The modern residents of Hasankeyf will have to move to a state-built settlement on an arid hillside high above the river. The government is charging them more for the new houses than it is compensating them for the loss of their current homes and farms, so they will be forced to take on debt in the move. Despite the government’s assurance that the reservoir will become a center for water sports and tourists will flock to the archeological park, Hasankeyf’s residents are deeply concerned about how to earn a living and keep their local economy afloat in the new Hasankeyf.
How has the Islamic State (ISIS) affected the region in terms of water supply and water security?
The most terrifying threat the Islamic State posed to the region in terms of water security was when it briefly took over Iraq’s Mosul Dam, the largest hydroelectric dam on the Tigris River, for ten days in 2014. The dam was already in bad shape due to erosion and the fact that it was built on soluble rock. When Islamic State militants briefly had control over it, there was frenzied speculation about what would happen if they blew it up, unleashing the 11 billion-cubic-meter reservoir in a catastrophic wave.
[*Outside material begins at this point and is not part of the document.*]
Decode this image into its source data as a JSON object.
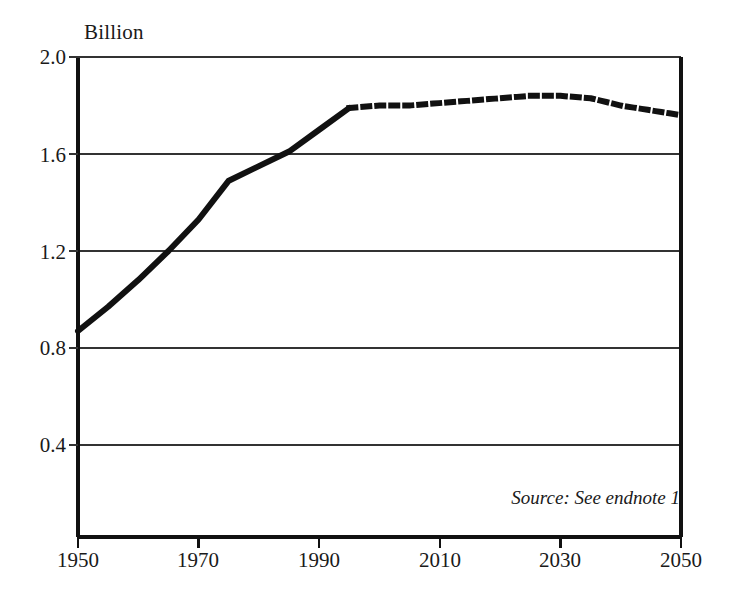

It could have destroyed large parts of Mosul and entire cities and towns further downstream, and picked up corpses and waste as it crashed through settlements, becoming a toxic, disease-bearing sludge by the time it reached southern Iraq. It would have hamstrung the Iraqi government and allowed the Islamic State to seize even more territory.
Fortunately, that didn’t happen, and an Italian firm is now working to renovate the dam and prevent it from collapsing due to natural stresses. The ongoing war between the Islamic State, Syrian President Bashar al-Assad, and Syrian opposition forces has also stretched Iraq’s already tight water resources by creating a new refugee population in the region. Iraq hosts hundreds of thousands of Syrian refugees as well as millions of internally displaced Iraqis. These highly vulnerable populations are likely to suffer most as a result of future water shortages in Iraq.